YOUR GOAL: For this exercise, reproduce only the lines from the one holding "Identify the location of pencil-button: ✏." through the final line of the data below, exactly, and omit pictures.
[[ PROVIDED RECORDS, beginning ]]
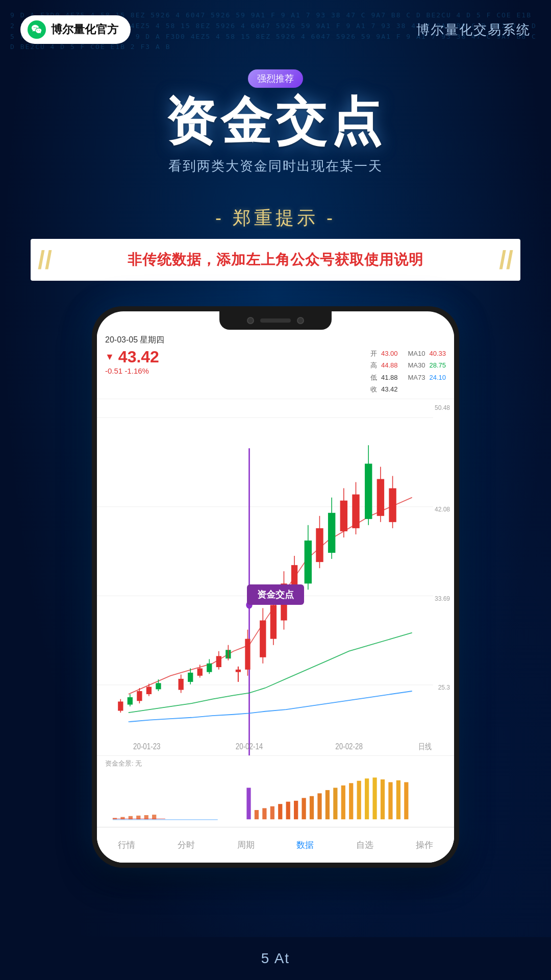  I want to click on stock-date: 20-03-05 星期四, so click(276, 340).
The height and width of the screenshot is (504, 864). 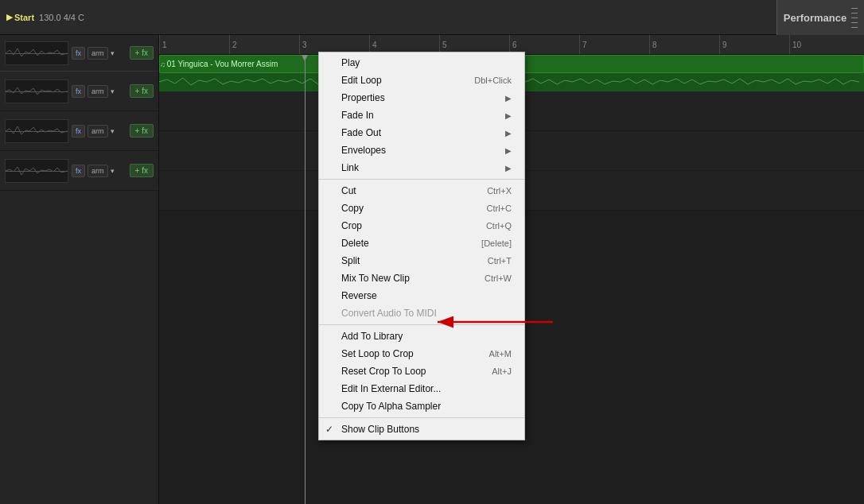 I want to click on track-row-2: fx arm ▾ + fx, so click(x=80, y=91).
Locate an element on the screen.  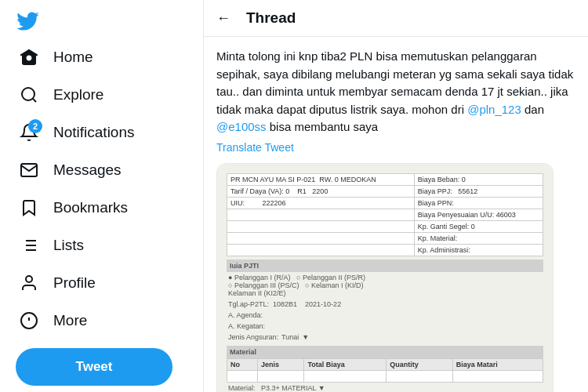
notification-badge: 2 is located at coordinates (35, 126).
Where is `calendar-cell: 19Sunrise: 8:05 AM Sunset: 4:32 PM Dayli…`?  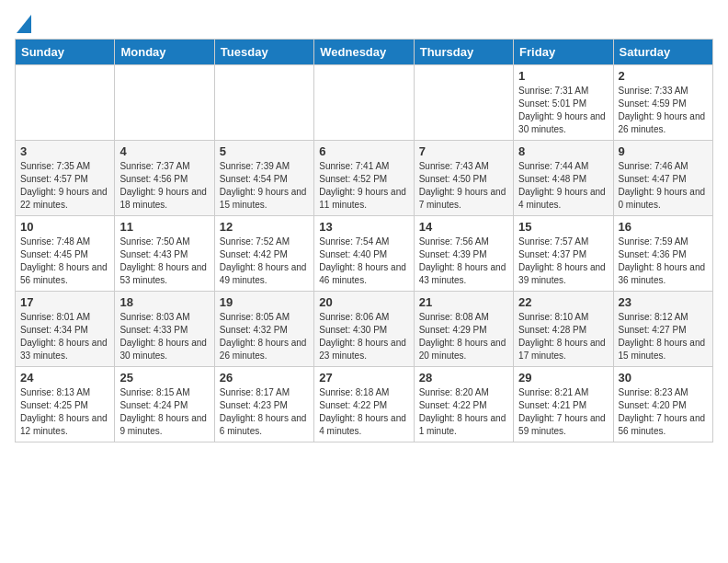
calendar-cell: 19Sunrise: 8:05 AM Sunset: 4:32 PM Dayli… is located at coordinates (264, 329).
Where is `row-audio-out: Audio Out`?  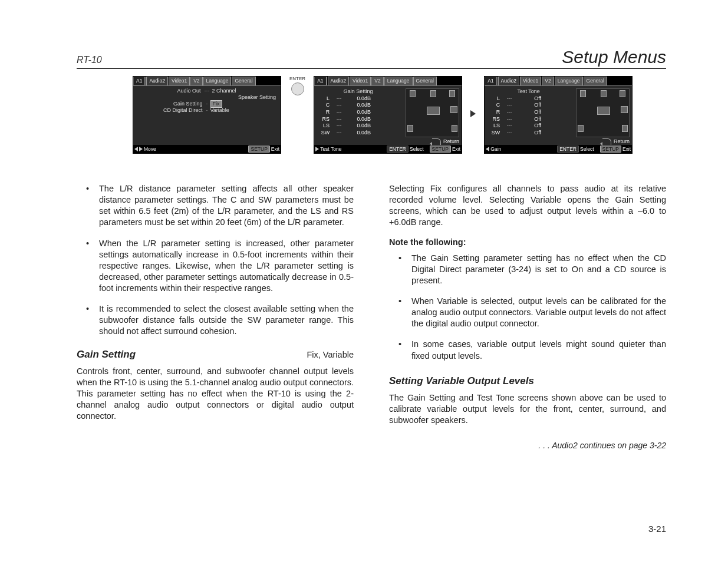 row-audio-out: Audio Out is located at coordinates (169, 91).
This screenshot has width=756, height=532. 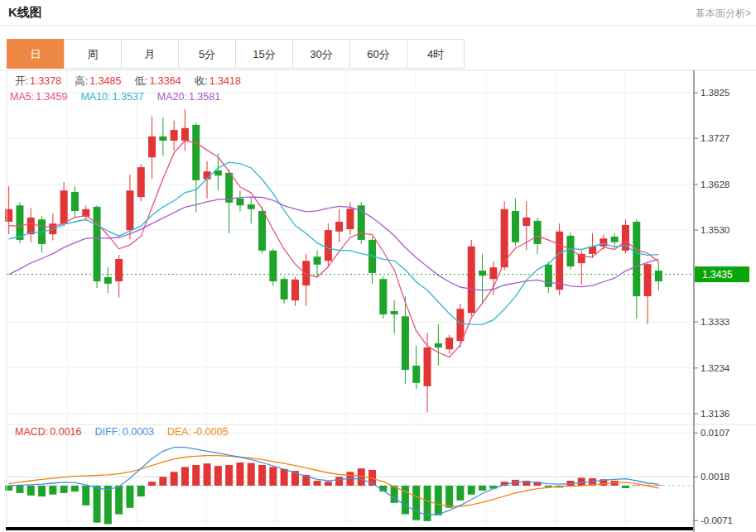 What do you see at coordinates (349, 529) in the screenshot?
I see `scrollbar` at bounding box center [349, 529].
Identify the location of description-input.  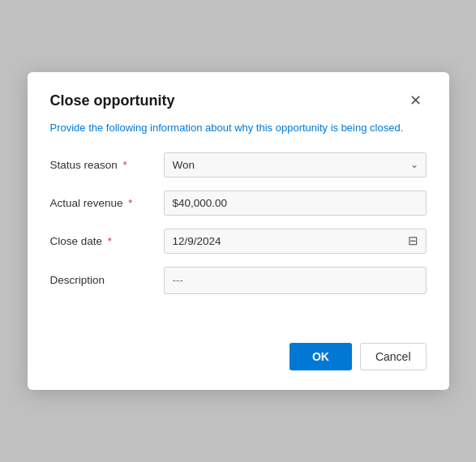
(295, 280).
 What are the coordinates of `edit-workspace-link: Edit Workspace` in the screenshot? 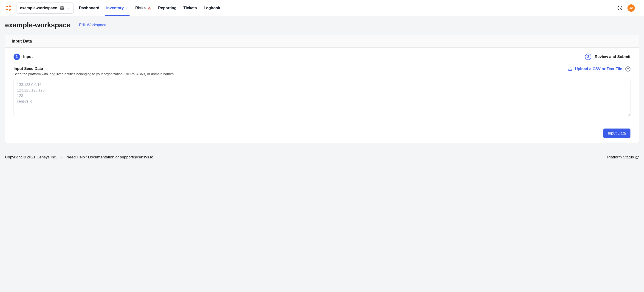 It's located at (92, 25).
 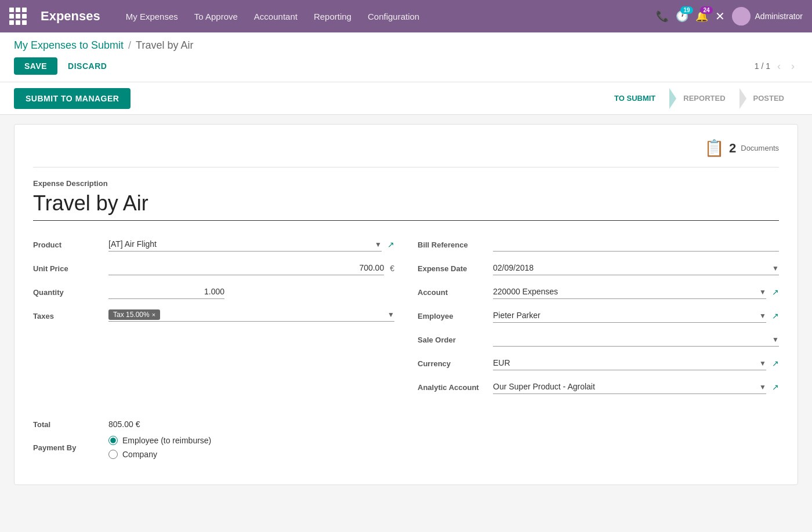 What do you see at coordinates (636, 340) in the screenshot?
I see `sale-order-select-wrapper: ▼` at bounding box center [636, 340].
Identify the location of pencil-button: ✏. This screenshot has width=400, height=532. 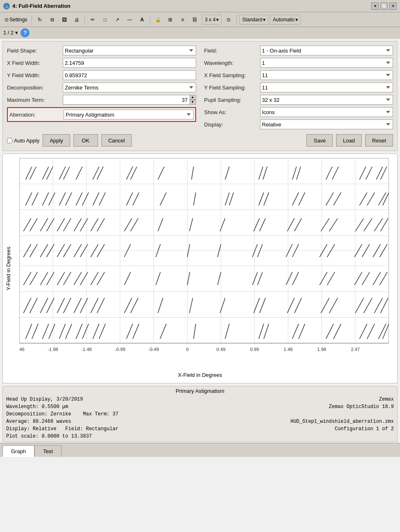
(93, 20).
[[ PROVIDED RECORDS, end ]]
RESPONSE AREA:
Identify the location of pencil-button: ✏. This screenshot has width=400, height=532. 
(93, 20).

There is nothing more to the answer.